2009:206 - CHURCHLAND QUARTERS, Donegal

NMI Burial Excavation Records

County: Donegal Site name: CHURCHLAND QUARTERS

Sites and Monuments Record No.: DG011–061 Licence number: 09E0362

Author: Richard Crumlish, 4 Lecka Grove, Castlebar Road, Ballinrobe, Co. Mayo.

Site type: No archaeological significance

Period/Dating:

ITM: E 646290m, N 944837m

Latitude, Longitude (decimal degrees): 55.248516, -7.272008

Pre-development testing was carried out on 29 July 2009 at a site at Churchtown, Carndonagh, Co. Donegal. The proposed development consisted of the demolition of a derelict dwelling-house and the construction of a one-and-a-half storey sports building incorporating a training room, wc facilities, a kitchen, changing rooms, meeting room and storage room and associated facilities with connection into the existing public foul network and all associated site-development works.

Testing was required as the proposed development was located within the constraint for ecclesiastical remains. The monument was marked ^Labbypatrick (Site of)’ on the recent OS Rural Place Map and ^Labbypatrick’ on the 1903 edition of the 6-inch OS sheet. It was not marked on the first edition of the OS 6-inch sheet dating to 1834. The Archaeological Survey of County Donegal (Lacy 1983) referred to a 17th-century text, ^Triadus Thaumaturgae’, in which (locally born scholar) John Colgan described the site as the ^Penitential bed of Saint Patrick surrounded by polished stones’. According to the Megalithic Survey of County Donegal (Cody 2002), the stones which formed the bed were lately removed. The site was included in the Megalithic Survey as a site for which there was insufficient evidence to warrant its acceptance as a megalithic tomb, having been referred to as such by The Shell Guide (Killanin and Duignan 1962, 1967) and by The Heritage of Inishowen (Colhoun 1949). The feature would have been located just outside the south-south-east site boundary according to the OS Rural Place Map. There were no archaeological features visible within the proposed development site.
The extant building on the site consisted of a disused dwelling, which appeared to be of 19th/early 20th-century date. Immediately north of the dwelling was an associated outhouse. To the east of the dwelling was a driveway and overgrown lawn. According to a local person, a depression at the location known as ^Labbypatrick’ was filled in by the landowners in the 1940s. Another local heard stories of a large rock being removed from the spot to cover a drain a short distance away. The location of the feature is currently within a vegetable garden.
The testing consisted of the excavation (by machine) of two trenches located to best cover the accessible areas of the site; i.e. to the north-east, east and south of the extant dwelling. The trenches measured 43.5m and 25.8m long, 0.75–1.05m wide and 0.35–1m deep. Below the pea-gravel (of the existing driveway around the dwelling) and topsoil was fill and orange/brown loose sand and gravel (natural subsoil). The fill and the topsoil contained modern artefacts associated with the disused dwelling on the site. A ceramic sewer pipe crossed both trenches. Nothing of archaeological significance was revealed.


* _HOW TO COMPLETE THIS TASK_: In your copy, include every entry exactly as written but no pictures.

[Items from a data source]
========

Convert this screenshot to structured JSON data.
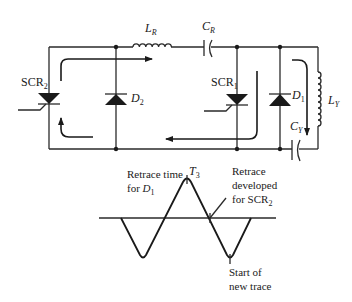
{
  "diagram": {
    "type": "circuit-schematic-with-waveform",
    "circuit": {
      "components": {
        "scr2": {
          "label": "SCR",
          "sub": "2"
        },
        "d2": {
          "label": "D",
          "sub": "2"
        },
        "lr": {
          "label": "L",
          "sub": "R"
        },
        "cr": {
          "label": "C",
          "sub": "R"
        },
        "scr1": {
          "label": "SCR",
          "sub": "1"
        },
        "d1": {
          "label": "D",
          "sub": "1"
        },
        "ly": {
          "label": "L",
          "sub": "Y"
        },
        "cy": {
          "label": "C",
          "sub": "Y"
        }
      }
    },
    "waveform": {
      "peak_label": {
        "label": "T",
        "sub": "3"
      },
      "annotations": {
        "retrace_d1": {
          "line1": "Retrace time",
          "line2_prefix": "for ",
          "line2_sym": "D",
          "line2_sub": "1"
        },
        "retrace_scr2": {
          "line1": "Retrace",
          "line2": "developed",
          "line3_prefix": "for SCR",
          "line3_sub": "2"
        },
        "start_trace": {
          "line1": "Start of",
          "line2": "new trace"
        }
      }
    }
  }
}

========

* _OUTPUT OF THE EXERCISE_:
Convert this screenshot to structured JSON data.
{
  "diagram": {
    "type": "circuit-schematic-with-waveform",
    "circuit": {
      "components": {
        "scr2": {
          "label": "SCR",
          "sub": "2"
        },
        "d2": {
          "label": "D",
          "sub": "2"
        },
        "lr": {
          "label": "L",
          "sub": "R"
        },
        "cr": {
          "label": "C",
          "sub": "R"
        },
        "scr1": {
          "label": "SCR",
          "sub": "1"
        },
        "d1": {
          "label": "D",
          "sub": "1"
        },
        "ly": {
          "label": "L",
          "sub": "Y"
        },
        "cy": {
          "label": "C",
          "sub": "Y"
        }
      }
    },
    "waveform": {
      "peak_label": {
        "label": "T",
        "sub": "3"
      },
      "annotations": {
        "retrace_d1": {
          "line1": "Retrace time",
          "line2_prefix": "for ",
          "line2_sym": "D",
          "line2_sub": "1"
        },
        "retrace_scr2": {
          "line1": "Retrace",
          "line2": "developed",
          "line3_prefix": "for SCR",
          "line3_sub": "2"
        },
        "start_trace": {
          "line1": "Start of",
          "line2": "new trace"
        }
      }
    }
  }
}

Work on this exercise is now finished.